We can experiment with such approach but I am not sure that will work properly. Here are a
couple of issues:
- what about entities exposing data via fields
- what if I poll data from an outside source and need that to be refreshed even if I do
not change nor read the entity (there is one such example in Hibernate Search in Action
(the available stock example).
On 15 janv. 2011, at 11:15, Sanne Grinovero wrote:
Context:
As a follow-up on "HSEARCH-361 Only index an entity if an indexed
property has changed":
during development of this improvement we agreed to disable the
dirty-checking optimization in case a BoostStrategy or ClassBridge was
defined on the class;
we also considered the (unlikely) possibility that a FieldBridge could
access the full entity in some way, getting access to properties we
wouldn't expect (this case requires to disable the new feature).
So to fully support proper dirty check,some ideas where proposed to
add some way for ClassBridge/BoostStratey/... to define from which
properties they are affected.
Even if these implementations could list all property names, there are
drawbacks:
1) it breaks DRY. It's error prone, people could easily forget to
update the used-properties definition after fixing the main method.
2) doesn't take into account branches in the implementation. Maybe in
some cases it's affected by A,B, in some others by A,C depending on
the value of A.
3) pollutes all existing APIs.
Considering these drawbacks, I'm wondering if instead of the entity we
could pass to these implementations a proxied entity which could
record exactly which properties are being accessed.
The index would be not considered dirty if accessed properties aren't,
so further Document processing can be skipped.
I'd expect Hibernate core already has all required elements to
intercept and track access to managed entities?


From the records that follow, copy every line that contains the word "JAMES".

Segment Start: Source information

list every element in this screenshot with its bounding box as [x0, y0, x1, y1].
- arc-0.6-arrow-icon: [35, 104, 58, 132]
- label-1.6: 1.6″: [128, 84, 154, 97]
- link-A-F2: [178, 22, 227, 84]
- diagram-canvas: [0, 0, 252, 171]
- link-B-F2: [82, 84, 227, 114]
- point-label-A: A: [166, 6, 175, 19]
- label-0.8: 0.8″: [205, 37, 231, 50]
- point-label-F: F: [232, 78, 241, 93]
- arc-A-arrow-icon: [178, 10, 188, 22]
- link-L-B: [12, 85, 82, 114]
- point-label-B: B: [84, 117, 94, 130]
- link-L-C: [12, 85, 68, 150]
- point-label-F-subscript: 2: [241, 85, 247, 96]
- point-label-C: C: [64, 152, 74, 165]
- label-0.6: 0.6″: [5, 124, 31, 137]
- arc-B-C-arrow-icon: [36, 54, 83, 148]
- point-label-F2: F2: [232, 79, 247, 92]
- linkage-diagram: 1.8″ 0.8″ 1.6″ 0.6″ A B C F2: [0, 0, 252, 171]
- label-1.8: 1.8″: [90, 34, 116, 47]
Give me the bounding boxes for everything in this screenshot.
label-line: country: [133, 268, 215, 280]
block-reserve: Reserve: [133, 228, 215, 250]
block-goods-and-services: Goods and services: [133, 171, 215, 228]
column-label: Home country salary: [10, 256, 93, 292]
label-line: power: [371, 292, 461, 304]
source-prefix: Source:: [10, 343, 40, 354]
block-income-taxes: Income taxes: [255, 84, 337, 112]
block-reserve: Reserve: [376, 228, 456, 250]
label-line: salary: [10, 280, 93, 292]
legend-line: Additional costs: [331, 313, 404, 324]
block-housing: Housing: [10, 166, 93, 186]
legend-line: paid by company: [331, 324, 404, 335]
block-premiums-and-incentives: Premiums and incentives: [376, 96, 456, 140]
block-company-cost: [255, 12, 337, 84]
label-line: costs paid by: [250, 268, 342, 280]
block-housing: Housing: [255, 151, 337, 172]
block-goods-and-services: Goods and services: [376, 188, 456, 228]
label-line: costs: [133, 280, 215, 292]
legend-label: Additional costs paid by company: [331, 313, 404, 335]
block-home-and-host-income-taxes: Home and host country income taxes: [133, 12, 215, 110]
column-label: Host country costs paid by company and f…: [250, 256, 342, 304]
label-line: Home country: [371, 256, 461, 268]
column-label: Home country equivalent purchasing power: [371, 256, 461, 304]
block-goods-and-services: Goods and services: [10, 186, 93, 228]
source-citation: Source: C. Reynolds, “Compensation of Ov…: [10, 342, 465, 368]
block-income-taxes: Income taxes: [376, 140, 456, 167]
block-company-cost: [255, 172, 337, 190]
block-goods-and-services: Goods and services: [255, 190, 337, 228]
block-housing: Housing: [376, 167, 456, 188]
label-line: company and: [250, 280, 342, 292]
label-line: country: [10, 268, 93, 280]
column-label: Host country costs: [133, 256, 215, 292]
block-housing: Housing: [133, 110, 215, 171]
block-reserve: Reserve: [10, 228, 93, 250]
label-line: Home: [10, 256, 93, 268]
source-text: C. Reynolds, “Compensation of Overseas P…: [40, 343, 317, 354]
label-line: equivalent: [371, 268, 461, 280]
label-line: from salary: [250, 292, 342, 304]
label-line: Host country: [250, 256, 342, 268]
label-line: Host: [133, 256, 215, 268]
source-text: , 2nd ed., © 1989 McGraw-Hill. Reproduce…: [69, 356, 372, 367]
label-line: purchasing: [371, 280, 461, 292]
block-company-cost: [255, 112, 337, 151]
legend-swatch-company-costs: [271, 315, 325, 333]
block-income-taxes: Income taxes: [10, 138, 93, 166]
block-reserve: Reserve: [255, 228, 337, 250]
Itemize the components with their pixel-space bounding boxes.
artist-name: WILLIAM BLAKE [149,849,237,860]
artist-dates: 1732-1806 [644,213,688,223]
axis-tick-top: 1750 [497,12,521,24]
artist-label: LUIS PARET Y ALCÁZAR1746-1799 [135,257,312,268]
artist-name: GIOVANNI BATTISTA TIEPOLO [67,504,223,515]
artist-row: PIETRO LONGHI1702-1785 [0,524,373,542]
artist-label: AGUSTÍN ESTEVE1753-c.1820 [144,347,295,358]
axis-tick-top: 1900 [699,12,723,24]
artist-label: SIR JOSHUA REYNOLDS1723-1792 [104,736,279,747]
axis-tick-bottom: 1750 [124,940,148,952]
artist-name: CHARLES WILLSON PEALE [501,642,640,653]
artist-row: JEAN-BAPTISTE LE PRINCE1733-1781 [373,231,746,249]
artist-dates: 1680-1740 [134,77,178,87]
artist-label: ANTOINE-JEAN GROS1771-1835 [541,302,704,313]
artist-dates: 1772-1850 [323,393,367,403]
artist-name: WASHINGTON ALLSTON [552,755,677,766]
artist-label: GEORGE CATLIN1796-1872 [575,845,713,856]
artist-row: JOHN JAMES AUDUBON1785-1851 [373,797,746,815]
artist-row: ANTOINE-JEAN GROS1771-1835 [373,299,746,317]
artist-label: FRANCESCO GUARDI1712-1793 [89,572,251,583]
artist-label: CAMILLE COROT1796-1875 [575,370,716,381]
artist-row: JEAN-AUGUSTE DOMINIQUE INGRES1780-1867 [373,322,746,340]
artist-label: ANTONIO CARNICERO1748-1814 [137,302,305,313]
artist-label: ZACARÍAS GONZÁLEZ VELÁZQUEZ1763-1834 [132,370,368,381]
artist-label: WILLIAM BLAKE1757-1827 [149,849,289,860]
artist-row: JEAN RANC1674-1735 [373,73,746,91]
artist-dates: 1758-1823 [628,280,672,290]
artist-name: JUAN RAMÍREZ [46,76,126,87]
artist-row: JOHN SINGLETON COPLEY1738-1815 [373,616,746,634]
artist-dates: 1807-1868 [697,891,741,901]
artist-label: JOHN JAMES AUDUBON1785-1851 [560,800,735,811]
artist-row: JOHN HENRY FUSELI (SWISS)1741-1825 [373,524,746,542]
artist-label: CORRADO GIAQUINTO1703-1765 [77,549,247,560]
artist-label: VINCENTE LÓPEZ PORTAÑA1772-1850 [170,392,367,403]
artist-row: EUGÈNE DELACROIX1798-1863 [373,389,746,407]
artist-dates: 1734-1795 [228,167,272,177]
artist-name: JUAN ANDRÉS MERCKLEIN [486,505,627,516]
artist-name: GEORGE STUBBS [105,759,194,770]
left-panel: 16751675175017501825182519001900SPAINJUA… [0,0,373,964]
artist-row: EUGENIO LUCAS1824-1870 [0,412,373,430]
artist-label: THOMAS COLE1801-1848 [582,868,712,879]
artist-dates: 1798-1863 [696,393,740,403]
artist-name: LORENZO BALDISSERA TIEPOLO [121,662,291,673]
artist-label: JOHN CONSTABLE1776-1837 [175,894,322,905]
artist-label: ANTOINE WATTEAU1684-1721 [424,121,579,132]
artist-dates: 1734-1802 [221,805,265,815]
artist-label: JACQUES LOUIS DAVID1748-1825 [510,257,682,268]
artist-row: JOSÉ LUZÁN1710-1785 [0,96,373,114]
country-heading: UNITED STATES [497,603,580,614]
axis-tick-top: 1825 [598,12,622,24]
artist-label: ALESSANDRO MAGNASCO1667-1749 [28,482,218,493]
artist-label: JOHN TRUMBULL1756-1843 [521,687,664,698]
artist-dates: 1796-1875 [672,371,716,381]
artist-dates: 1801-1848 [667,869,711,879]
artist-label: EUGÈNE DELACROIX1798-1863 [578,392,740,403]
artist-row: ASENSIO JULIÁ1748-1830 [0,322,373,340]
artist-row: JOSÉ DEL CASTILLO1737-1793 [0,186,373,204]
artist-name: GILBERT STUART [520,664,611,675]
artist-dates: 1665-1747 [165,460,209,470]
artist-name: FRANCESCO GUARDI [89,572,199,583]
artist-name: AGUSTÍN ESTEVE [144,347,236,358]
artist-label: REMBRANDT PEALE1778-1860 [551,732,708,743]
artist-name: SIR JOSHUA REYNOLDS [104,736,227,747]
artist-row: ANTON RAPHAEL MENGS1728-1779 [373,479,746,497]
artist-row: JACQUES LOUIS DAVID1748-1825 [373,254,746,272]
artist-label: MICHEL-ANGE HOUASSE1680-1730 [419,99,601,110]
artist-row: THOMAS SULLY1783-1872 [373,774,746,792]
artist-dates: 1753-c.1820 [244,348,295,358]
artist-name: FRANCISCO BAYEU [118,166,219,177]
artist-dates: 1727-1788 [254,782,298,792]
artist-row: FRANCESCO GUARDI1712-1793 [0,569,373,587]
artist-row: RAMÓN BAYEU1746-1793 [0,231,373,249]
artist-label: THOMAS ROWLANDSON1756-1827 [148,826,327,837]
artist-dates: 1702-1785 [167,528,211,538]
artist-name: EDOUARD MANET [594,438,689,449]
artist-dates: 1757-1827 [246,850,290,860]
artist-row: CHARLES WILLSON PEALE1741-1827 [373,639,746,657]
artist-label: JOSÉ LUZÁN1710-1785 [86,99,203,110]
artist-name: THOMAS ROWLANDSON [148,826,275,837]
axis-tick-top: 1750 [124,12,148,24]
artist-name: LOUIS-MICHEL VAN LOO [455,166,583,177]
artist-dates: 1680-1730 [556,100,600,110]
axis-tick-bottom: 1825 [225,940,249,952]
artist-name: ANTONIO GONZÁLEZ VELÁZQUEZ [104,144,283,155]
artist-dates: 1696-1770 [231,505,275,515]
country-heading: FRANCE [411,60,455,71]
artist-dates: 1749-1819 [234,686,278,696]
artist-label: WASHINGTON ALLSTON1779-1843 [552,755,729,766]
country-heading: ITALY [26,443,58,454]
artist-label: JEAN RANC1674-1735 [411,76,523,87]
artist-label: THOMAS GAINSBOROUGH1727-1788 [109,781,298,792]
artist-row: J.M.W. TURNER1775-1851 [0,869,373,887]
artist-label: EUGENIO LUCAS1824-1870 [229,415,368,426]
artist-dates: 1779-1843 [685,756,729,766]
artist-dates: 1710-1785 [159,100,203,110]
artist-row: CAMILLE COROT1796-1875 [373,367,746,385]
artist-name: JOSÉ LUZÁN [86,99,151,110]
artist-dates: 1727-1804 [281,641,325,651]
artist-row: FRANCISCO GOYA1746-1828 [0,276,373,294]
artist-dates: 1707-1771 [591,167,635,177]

Segment End: Source information

Output of the task
artist-row: JOHN JAMES AUDUBON1785-1851 [373,797,746,815]
artist-label: JOHN JAMES AUDUBON1785-1851 [560,800,735,811]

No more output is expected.